UC San Diego, GSK collaborate to treat leukemia by eliminating cancer stem cells

Researchers at the University of California, San Diego School of Medicine and Moores Cancer Center are working with GSK on a bench-to-bedside project to treat leukemia and other diseases by eliminating cancer stem cells. The collaboration is part of GSK's Discovery Partnerships with Academia (DPAc) program, where academic partners become core members of drug-hunting teams. Catriona Jamieson, MD, PhD, associate professor of medicine and chief of the Division of Regenerative Medicine, will lead UC San Diego's effort in the new DPAc team.

The UC San Diego-GSK DPAc team will collaborate to discover and develop a new therapeutic compound that inhibits RNA editing, a process cells use to enhance RNA diversity prior to translating genetic information into proteins. Jamieson's group has shown that uncontrolled RNA editing helps cancer stem cells self-renew, making more malignant cells, in chronic myeloid leukemia and other blood cancers. Cancer stem cells can become dormant and evade chemotherapy and then activate again later, causing relapse of leukemia and other cancers and allowing tumors to resist treatment.
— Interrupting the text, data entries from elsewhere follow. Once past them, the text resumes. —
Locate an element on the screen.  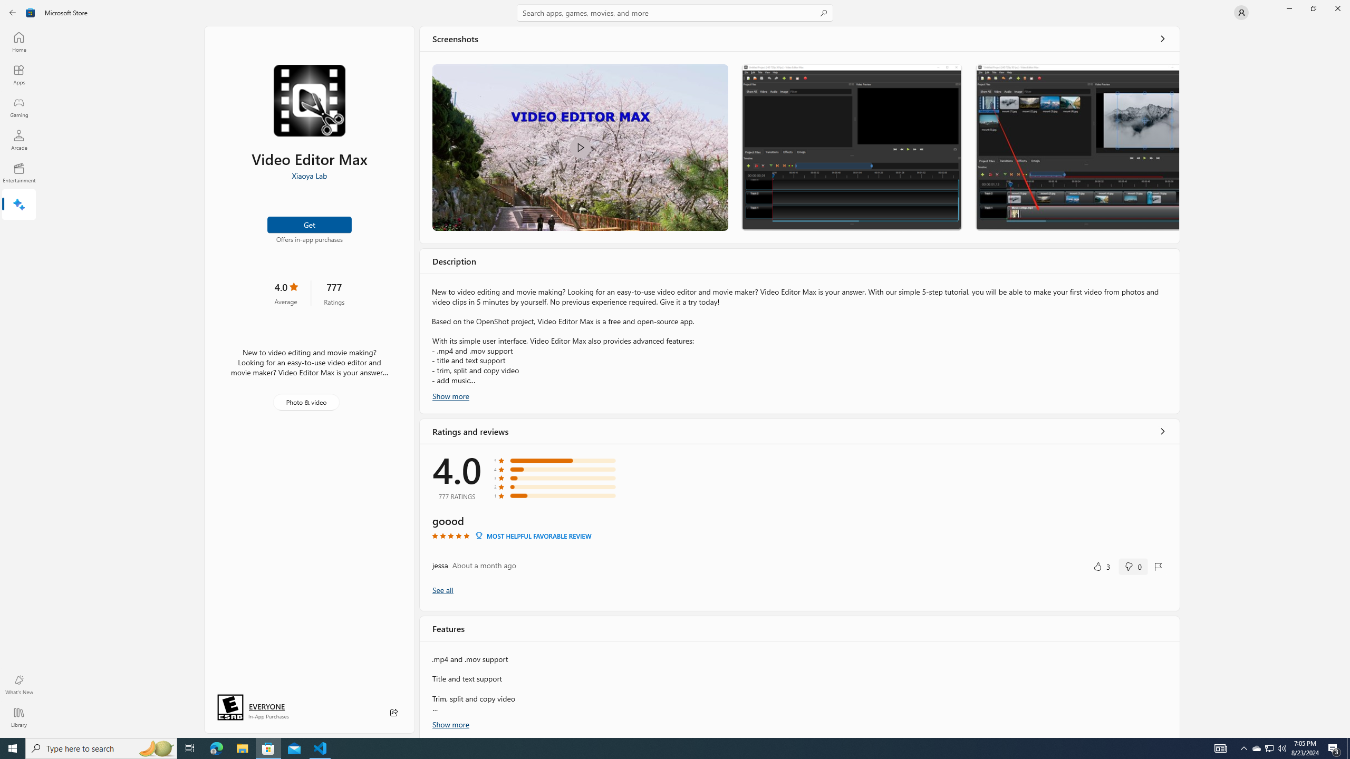
Screenshot 3 is located at coordinates (1076, 148).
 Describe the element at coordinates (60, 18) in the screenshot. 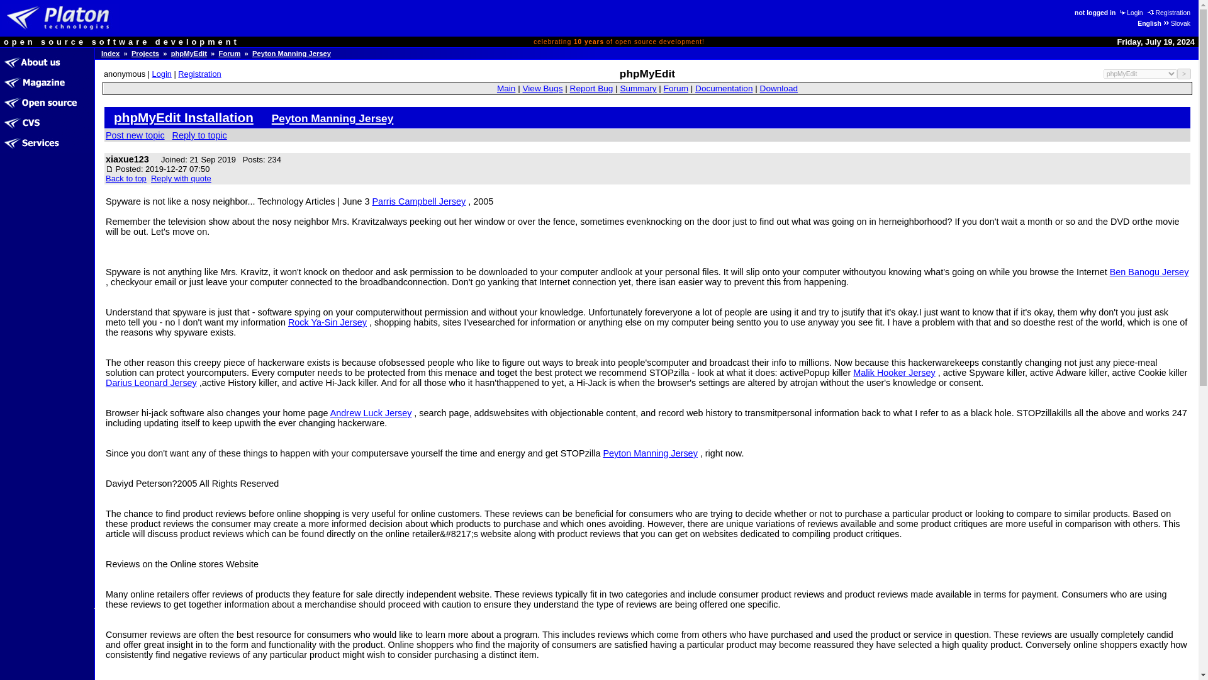

I see `Platon Technologies` at that location.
"The problem with leukemia is that in many cases while we can control the symptoms of disease, we can't completely eradicate it because current therapies don't block cancer stem cell self-renewal. Enhanced RNA editing is like a cancer stem cell engine, and with this collaboration we want to turn that engine off," said Jamieson, who is also deputy director of the Sanford Stem Cell Clinical Center and director of stem cell research at UC San Diego Moores Cancer Center. "We're very fortunate to have this opportunity to work completely in step with a highly adept, dynamic company to take the RNA editing target idea from design to delivery of a new therapy that may prevent cancer relapse."

GSK launched DPAc as an independent unit in 2010. DPAc's goal is to expedite promising basic research into drug discovery and development, with the potential to bring innovative new treatments to patients. Each selected project works as a joint team, with the academic and GSK scientists sharing data and working toward common goals. Through this arrangement, academic researchers benefit from GSK's capabilities in medicinal chemistry and resources, such as state-of-the-art high-throughput screening technology — the expertise and automated equipment required to quickly and accurately screen millions of potential drug compounds for activity against a selected cellular target.

"We are honored to be selected to collaborate with GSK," said David A. Brenner, MD, vice chancellor for health sciences and dean of UC San Diego School of Medicine. "Paired with GSK's expertise, our collaborative cancer stem cell research infrastructure, bolstered by the California Institute for Regenerative Medicine, National Cancer Institute and philanthropist T. Denny Sanford, places our DPAc team in the best possible position for success."

To be considered for DPAc, academic research proposals must have a clear therapeutic hypothesis, a defined target that can likely be addressed with a drug-like molecule and be led by researchers with deep target and disease expertise, access to model systems and clinical samples to progress the target.

"The GSK DPAc program is highly selective and works to identify the best academics with the best targets for partnership," said Carolyn Buser-Doepner, PhD, vice present and global head of DPAc at GSK. "The UC San Diego collaboration represents several firsts for the DPAc team at GSK — it is our first target in the emerging area of RNA editing and it is our first bench-to-bedside DPAc collaboration with a California university. Furthermore, Dr. Jamieson is an ideal collaborator with deep target and disease expertise, a highly productive preclinical research team with access to clinical samples and the demonstrated ability to translate studies into the clinic."

"Academic researchers do science well, but we often need industry partners to help translate those discoveries into new therapeutics that will make a difference to patient lives," said Ida Deichaite, PhD, director of industry relations at Moores Cancer Center. "This DPAc arrangement is a first for the University of California and will hopefully provide a model for future collaborations."

In addition to a strong collaborative infrastructure, Jamieson credits major support from School of Medicine and Moores Cancer Center leadership, including Brenner, Lawrence Goldstein, PhD, director of the Stem Cell Program, Wolfgang Dillmann, MD, chair of the Department of Medicine, and Scott Lippman, MD, director of the Moores Cancer Center.

"This is a wonderful example of academia-industry collaboration to accelerate drug development and clinical impact," said Lippman, "and opens the door for cancer stem cell targeting from a completely new angle — inhibition of aberrant RNA editing."

"Groundbreaking research on the basic behavior of stem cells — during human development and in the pathology of disease — has long been one of our strengths at UC San Diego," said Goldstein, who is also scientific director of the Sanford Consortium for Regenerative Medicine and director of the Sanford Stem Cell Clinical Center. "Now, those fundamental studies are paying off, as we begin to apply that information in the development of new therapies."